Supports interaction between large numbers of users in virtual environments with dense occlusion

Takes advantage of the fact that state changes must be propagated only to hosts containing entities that can possibly perceive the change

Page 33: Seminar 3: Scalability by Zhexin Yang Zhuomin Liu Zhao Wang.

Systems usingpoint-to-point connections

A

B C D

B

A C D

C

A B D

D

A B C

Page 34: Seminar 3: Scalability by Zhexin Yang Zhuomin Liu Zhao Wang.

Systems using broadcast messages

Broadcast Network

A

B C D

B

A C D

C

A B D

D

A B C

Page 35: Seminar 3: Scalability by Zhexin Yang Zhuomin Liu Zhao Wang.

Systems using broadcast messages

Page 36: Seminar 3: Scalability by Zhexin Yang Zhuomin Liu Zhao Wang.

the key idea of RING

Page 37: Seminar 3: Scalability by Zhexin Yang Zhuomin Liu Zhao Wang.

cell

Prior to simulation, the shared virtual environment is partitioned into a spatial subdivision of cells

The boundaries of cells are comprised of the static, axis-aligned polygons of the virtual environment

Page 38: Seminar 3: Scalability by Zhexin Yang Zhuomin Liu Zhao Wang.

entity

RING represents a virtual environment as a set of independent entities.

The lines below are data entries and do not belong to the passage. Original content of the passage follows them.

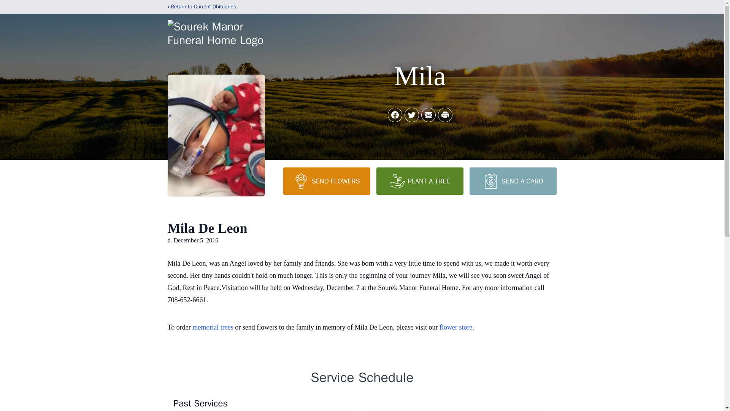 This screenshot has width=730, height=411. What do you see at coordinates (212, 327) in the screenshot?
I see `memorial trees` at bounding box center [212, 327].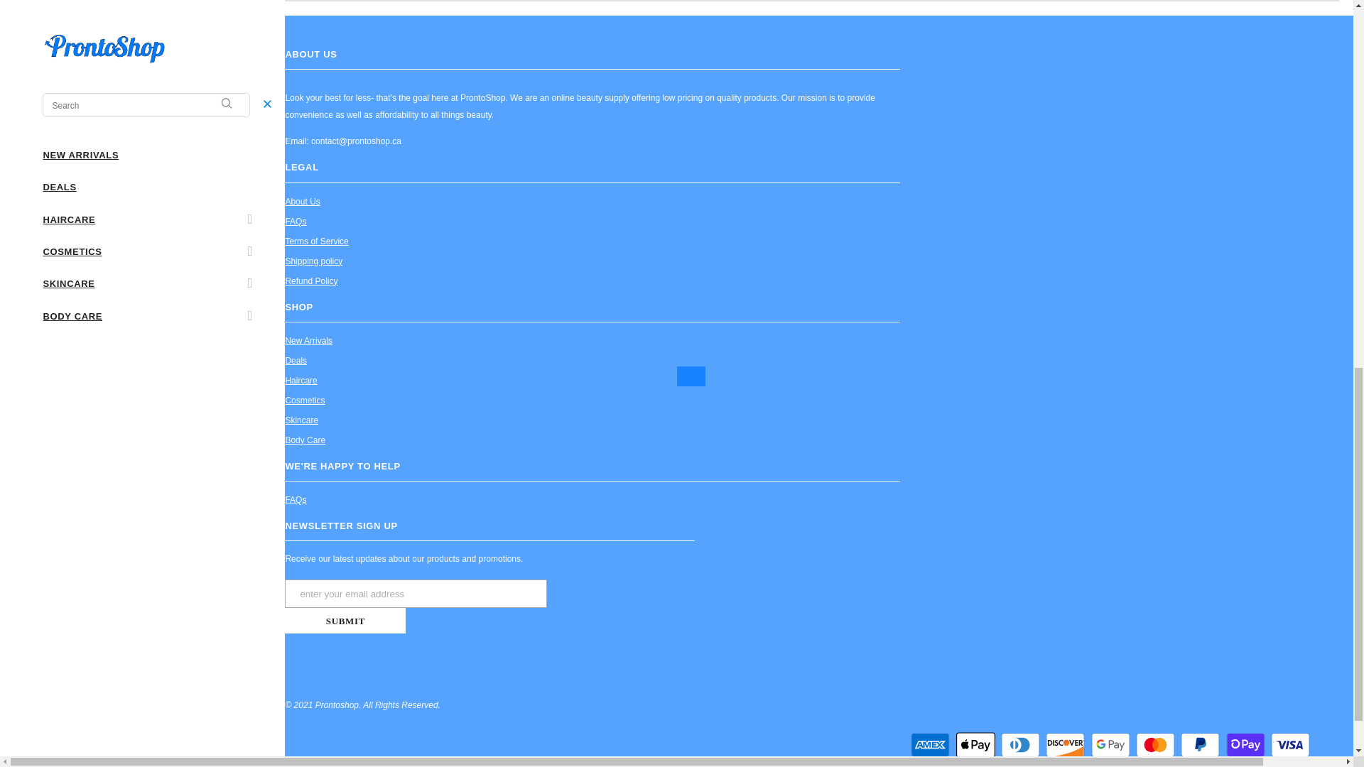  Describe the element at coordinates (1200, 745) in the screenshot. I see `PayPal` at that location.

Each entity has a geometric description and a behavior. Every entity is managed by exactly one client workstation.

static: buildings

autonomous: robots dynamic controlled: vehicles

Page 39: Seminar 3: Scalability by Zhexin Yang Zhuomin Liu Zhao Wang.

Peer-to-Peer RING System

Page 40: Seminar 3: Scalability by Zhexin Yang Zhuomin Liu Zhao Wang.

Peer-to-Peer RING System

Page 41: Seminar 3: Scalability by Zhexin Yang Zhuomin Liu Zhao Wang.

hierarchical topology client

Execute the programs necessary to generate behavior for their entities

Maintain surrogates

for some entities

managed by

other clients

Page 42: Seminar 3: Scalability by Zhexin Yang Zhuomin Liu Zhao Wang.

Manage communication between clients Process messages before propagating Send auxiliary messages Replace some set of messages

Shift burden away from the client workstations

and into servers

hierarchical topology server

Page 43: Seminar 3: Scalability by Zhexin Yang Zhuomin Liu Zhao Wang.

System design

Staticconnection-oriented,

unicast network

scale finitelyscale finitely

Regionalconnectionless,

unicast network

scale infinitelyscale infinitely

Page 44: Seminar 3: Scalability by Zhexin Yang Zhuomin Liu Zhao Wang.

Advantages of the RING

Requirements of the client workstations are not dependent on the number of entities in the entire distributed simulation.

High-level management of the virtual environment may be performed by servers without the involvement of every client.

Page 45: Seminar 3: Scalability by Zhexin Yang Zhuomin Liu Zhao Wang.

Disadvantage of the RING

Extra latency is introduced when messages are routed through servers.

Page 46: Seminar 3: Scalability by Zhexin Yang Zhuomin Liu Zhao Wang.

Multiplayer Computer Games

• Multiplayer networked games can be played over LAN or the Internet. These games use the client/sever topology. The game is run on the server and all the users need to log on to the server to play the game. Low latency is very important. Users with high speed networks will have advantages in playing the game.

Quake

Page 47: Seminar 3: Scalability by Zhexin Yang Zhuomin Liu Zhao Wang.

Multiplayer Computer Games

• Virtual Casino– Online gambling room– Slow connection can

cause heavy losses

• Online Role-playing Games

Page 48: Seminar 3: Scalability by Zhexin Yang Zhuomin Liu Zhao Wang.

Discussion

Will cyberspace as described by William Gibson or Neal Stephenson ever be built?